What happens to your checking account when you take money out faster than it's going in? You are “overdrafting” and you eventually run out of money. You are not “sustainable.” The same is happening with the aquifers that Prescott, Prescott Valley and Chino Valley are pumping for their water. We are pumping more water out than what goes back in as rain, snowmelt and effluent (treated waste water).
What's the responsible thing to do when you're overspending? You find ways of cutting costs. You spend less on entertainment, buy cheaper foods, drive less, make clothes last longer. But if you are shortsighted, you start using your credit cards without paying them off at the end of the month. It's so easy to retreat into denial about the consequences: an interest rate so high that you will essentially never be out of debt, only shifting it from card to card to card. The credit cards make it seem like you're sustainable, but the reality is that you're not, and you're headed for financial catastrophe.

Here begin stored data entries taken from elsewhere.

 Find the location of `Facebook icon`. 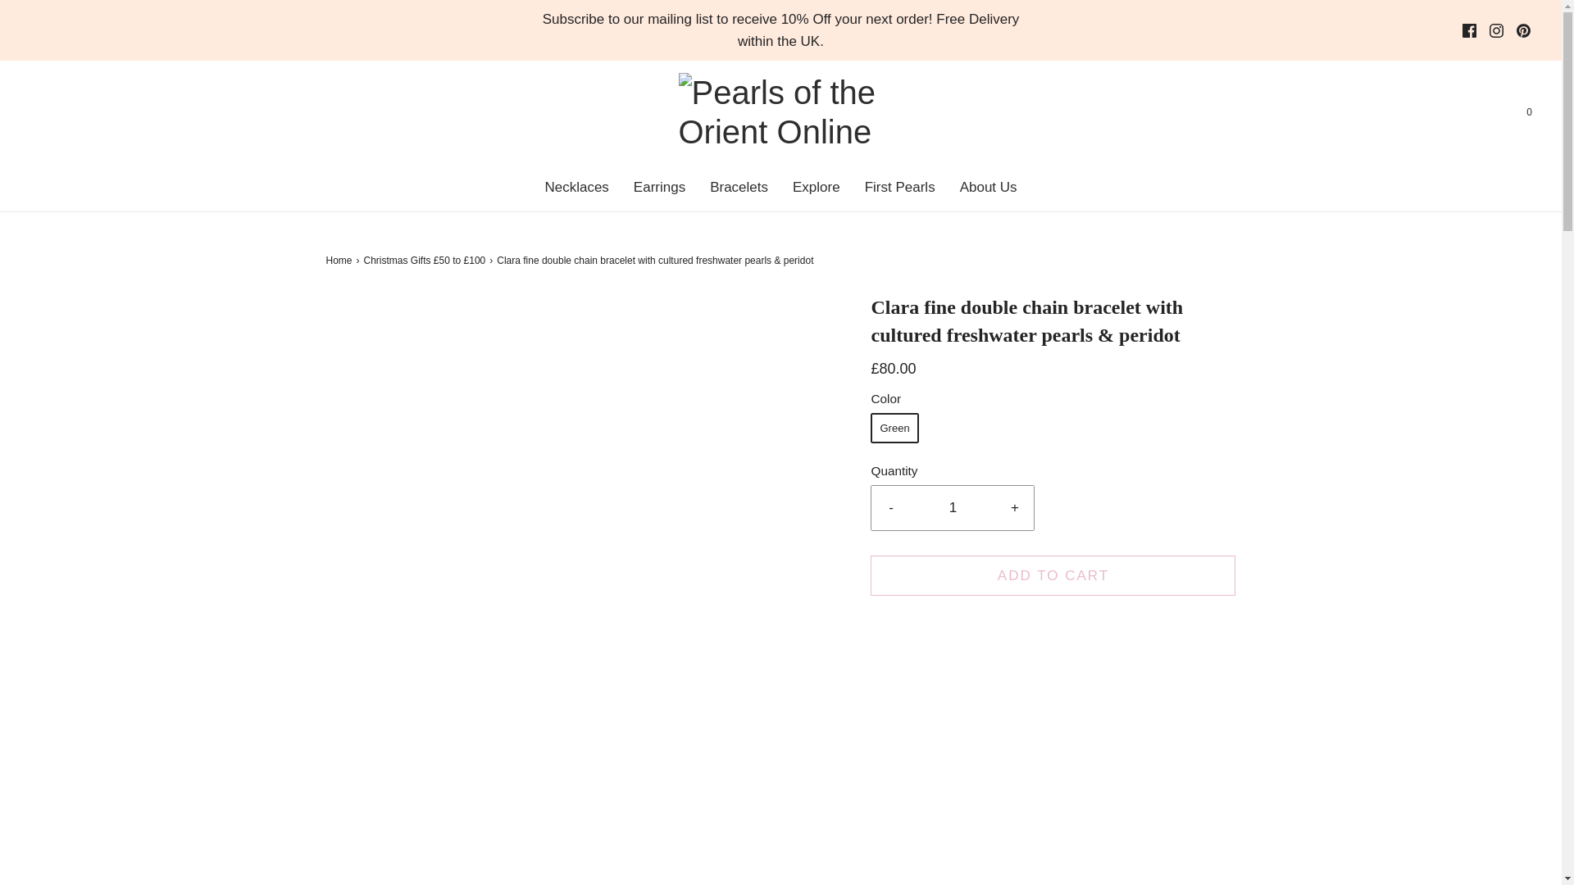

Facebook icon is located at coordinates (1469, 31).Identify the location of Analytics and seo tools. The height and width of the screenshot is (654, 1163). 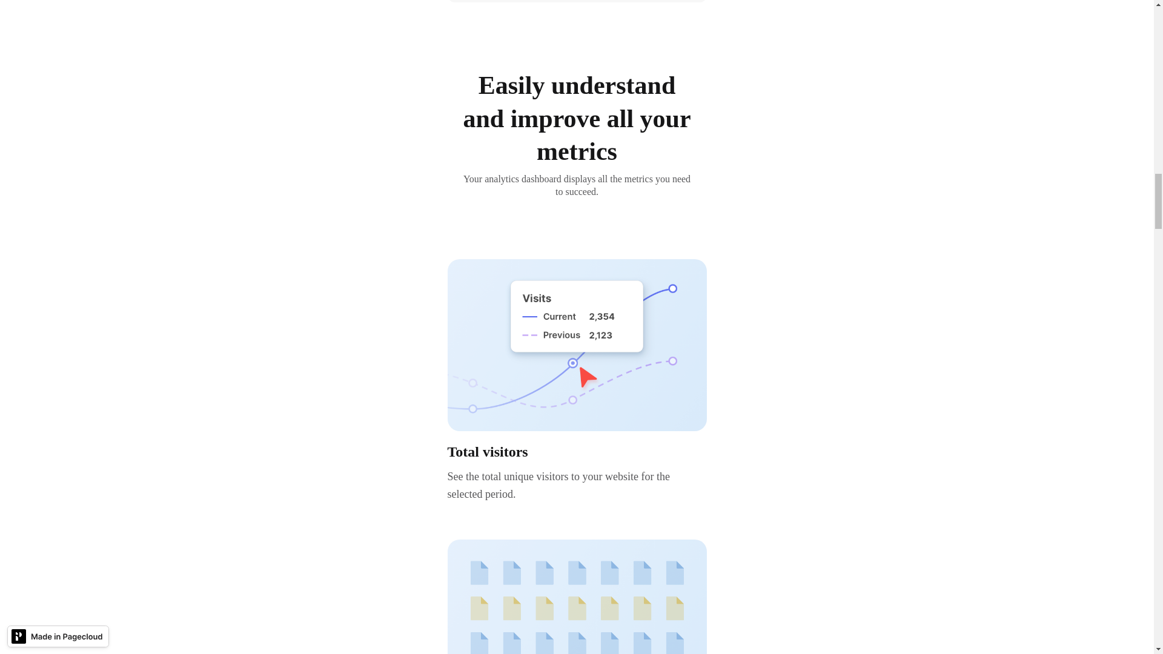
(576, 597).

The Arizona Department of Water Resources has already told the tri-cities that we are not sustainable in the way we use water. We are in overdraft and, so far, the city councils remain, not only in denial, but shortsighted: with our water checking account heading toward a zero balance, their answer is to go drain another account. But the account they're after is a joint account; the other account owners are looking at our irresponsible, unsustainable spending, and they're justifiably alarmed. A recent unbiased US Geological Survey study shows that the tri-cities' plan to pump water from the Big Chino aquifer will harm the Verde River. Those joint account holders, with the help of Senator John McCain, formed the Verde River Basin Partnership (VRBP) to cooperatively examine the matter and find solutions; they, and McCain, asked the tri-cities to join.
The city councils – and the Yavapai County Board of Supervisors, by a two-thirds vote - refused to join unless they held controlling votes and thereby the outcome of any VRBP recommendation. They claimed VRBP isn't a viable organization. They said it isn't what McCain intended. But in recently asking President Bush for funding for VRBP, McCain essentially picked up the councils and supervisors by their collective ear like a recalcitrant child and admonished, “You will play nicely with the others.”
Importing water from the Big Chino looks like a good solution and it will allow us to grow into a metropolis just like Phoenix, but it is no more sustainable than overdrafting the aquifers we are already depleting, and it will seriously damage the Verde River. Vague words from the city councils, words like “mitigating” and “addressing” damage to the Verde are a comfort only to those people who care but who are not fully informed. Why not “mitigate” and “address” the aquifers we're already overdrafting? Because pumping the Big Chino is their “mitigation,” an unsustainable robbing of Peter to pay Paul. And you can be absolutely assured that, when the pumping begins impacting the Verde, “mitigating” and “addressing” will definitely not include stopping the pumping. Not one councilman or supervisor has ever said so because that, at least, is true. Nor do they have a plan to “mitigate” their pumping of the Big Chino when that aquifer eventually succumbs to overdraft.
Phone, write or email your city council and county supervisor and tell them to find a real, long-term solution that will ensure our great-grandchildren can still live here to enjoy the quality of life that brought you here and keeps you here.
In pumping the Big Chino we are failing to find solutions past the next few decades – instead, we are racking up an enormous financial debt to unsustainable growth for the sake of quick, temporary economic gain. Like the irresponsible spender who's drained his account and is now charging his credit cards, it's a path to eventual bankruptcy.
And we're killing a river on the way.